UN accuses the Islamic State of ‘ ethnic cleansing ‘ in Iraq

Wednesday, August 27th, 2014 8:47:58 by
iraq-violence

The UN High Commissioner for Human Rights, Navi Pillay, denounced on Monday the “ethnic and religious cleansing” by the Islamic State (EI) in Iraq. Pillay, who has documented nearly a thousand murders since the group launched its offensive in June, asked for help from the international community and the Iraqi Kurdish government and to protect minorities. However, once recovered most of the areas they consider themselves, Kurdish forces (peshmerga) have stopped their counter waiting for political decisions.

” The IT and associated armed groups are committing horrific daily abuses and serious human rights,” said Pillay said in a statement posted on the website of the High Commission. ” Systematically take aim at men, women and children, according to their ethnic, religious or sectarian affiliation, and are ruthlessly pursuing a wide ethnic and religious diversity in the areas under their control cleaning ” adds branding those responsible made of ” crimes against humanity “.

Amnesty International had previously warned that the mass expulsion of tens of thousands of members of minorities amounted to ” ethnic cleansing.” Among the communities directly affected, the maximum charge of the UN human rights mentions Christians, Yazidis, Shabaks, Turkmen, kakais and Sabians.

Pillay reveals a massacre of 670 prisoners from jail Badush in Mosul, shortly after the hordes of EI took the city on 10 June. According to testimony gathered by UN investigators, between 1,000 and 1,500 prisoners were transported by truck to a field where gunmen separated Sunnis. The rest, ” they put in four rows, ordered them to kneel and shot them.”

His statement echoed the hundreds of murders have been reported among the Yazidis as well as at least 2,500 kidnappings ago. In general, he says, ” kill the men and women and children as slaves, either take to give to the fighters or the threat of selling “.

Nor forget the 13,000 Shi’a Turkomans who are besieged by jihadists Amerli, a town halfway between Erbil and Baghdad since mid-June. The Shiite leader, Ayatollah Ali Sistani, called for to be helped during prayer last Friday. Although the Iraqi army tries to supply them with helicopters, water and food have become scarce.

“Our troops control Amerli around, but they have orders to enter the city,” said El Pais Brigadier Helgurd Hikmet, spokesman for the Peshmerga. The same a little further east, in Jalawla, which marks the boundary of the territories claimed by the regional government of Kurdistan and beyond which forces will not fight unless prompted Baghdad, something that depends on achieved form a new government.

” Since Saturday, we have stopped fighting,” the military. Now only respond to the attacks, as happened in Tuz Khurmatu Sunday. Even there are operations on the western front, where Sinjar still remains in the hands of the jihadists. “The goal was to take the Mosul Dam, we got it and we are now planning the next steps,” he concludes.

Meanwhile, the threat posed by the caliphate is driving unusual diplomatic approaches. For one, the Syrian regime, become an international pariah by repression with which has silenced the desire for change of its population since 2011, has been willing to cooperate with any country in the fight against EI.

“Syria, geographically and operationally, is at the center of the international coalition to fight the Islamic State,” he said yesterday Foreign Minister Walid al- Mualem, according to Reuters. Al Mualem was responding to indications that Washington considers extending its operations against the group beyond the Iraqi border. However, the minister called for cooperation with Damascus because ” anything else will be considered an assault.”

Moreover, in a sign of concern that the jihadi cause in advance region, Iranian Deputy Foreign Minister will travel to Saudi Arabia on Tuesday. It will be the first bilateral meeting between the two rivals for regional supremacy since the election of Hasan Rohani as president of Iran last year. Tehran, which follows the Shia ritual, Riyadh accuses of being behind the EI and other radical Sunni groups because of their adherence to an extreme version of that branch of Islam. But beyond doctrinal issues, both countries are on opposite sides of the political scuffle in Iraq, Syria, Bahrain, Lebanon and Yemen.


Activity
Please copy every line of the records below that holds the word "BURN".

=== Begin Enclosure ===

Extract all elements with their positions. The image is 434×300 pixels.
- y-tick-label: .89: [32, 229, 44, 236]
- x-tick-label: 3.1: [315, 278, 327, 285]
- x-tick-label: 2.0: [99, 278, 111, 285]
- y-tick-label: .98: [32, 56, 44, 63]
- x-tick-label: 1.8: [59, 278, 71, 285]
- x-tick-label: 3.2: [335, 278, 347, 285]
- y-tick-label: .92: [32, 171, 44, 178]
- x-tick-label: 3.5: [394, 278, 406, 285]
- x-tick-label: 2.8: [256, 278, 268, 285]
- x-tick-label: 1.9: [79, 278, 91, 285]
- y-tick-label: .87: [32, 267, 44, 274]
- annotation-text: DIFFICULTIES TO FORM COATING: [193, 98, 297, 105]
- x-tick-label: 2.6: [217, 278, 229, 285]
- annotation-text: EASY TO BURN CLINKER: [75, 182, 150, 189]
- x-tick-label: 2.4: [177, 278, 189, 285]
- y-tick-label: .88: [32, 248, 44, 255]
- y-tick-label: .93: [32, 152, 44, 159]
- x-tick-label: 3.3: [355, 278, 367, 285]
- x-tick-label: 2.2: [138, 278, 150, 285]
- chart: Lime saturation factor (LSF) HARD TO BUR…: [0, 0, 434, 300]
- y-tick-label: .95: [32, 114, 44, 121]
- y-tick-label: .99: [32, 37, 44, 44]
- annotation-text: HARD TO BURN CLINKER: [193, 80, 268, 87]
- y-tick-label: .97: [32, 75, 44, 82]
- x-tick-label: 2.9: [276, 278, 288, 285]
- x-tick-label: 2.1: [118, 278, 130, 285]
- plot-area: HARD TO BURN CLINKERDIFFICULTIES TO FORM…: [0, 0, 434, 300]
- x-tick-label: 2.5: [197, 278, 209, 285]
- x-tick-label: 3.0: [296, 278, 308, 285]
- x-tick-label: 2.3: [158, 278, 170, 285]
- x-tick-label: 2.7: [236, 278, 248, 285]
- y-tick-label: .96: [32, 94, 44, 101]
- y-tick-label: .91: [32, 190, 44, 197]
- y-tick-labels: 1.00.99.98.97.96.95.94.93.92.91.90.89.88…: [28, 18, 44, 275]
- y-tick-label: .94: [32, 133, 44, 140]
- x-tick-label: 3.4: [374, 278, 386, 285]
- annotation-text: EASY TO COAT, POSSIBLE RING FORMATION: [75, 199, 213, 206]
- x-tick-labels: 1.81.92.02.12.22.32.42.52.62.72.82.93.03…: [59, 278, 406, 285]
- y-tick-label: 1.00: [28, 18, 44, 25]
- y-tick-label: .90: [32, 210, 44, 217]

=== End Enclosure ===

Exercise output
- annotation-text: EASY TO BURN CLINKER: [75, 182, 150, 189]
- annotation-text: HARD TO BURN CLINKER: [193, 80, 268, 87]
- plot-area: HARD TO BURN CLINKERDIFFICULTIES TO FORM…: [0, 0, 434, 300]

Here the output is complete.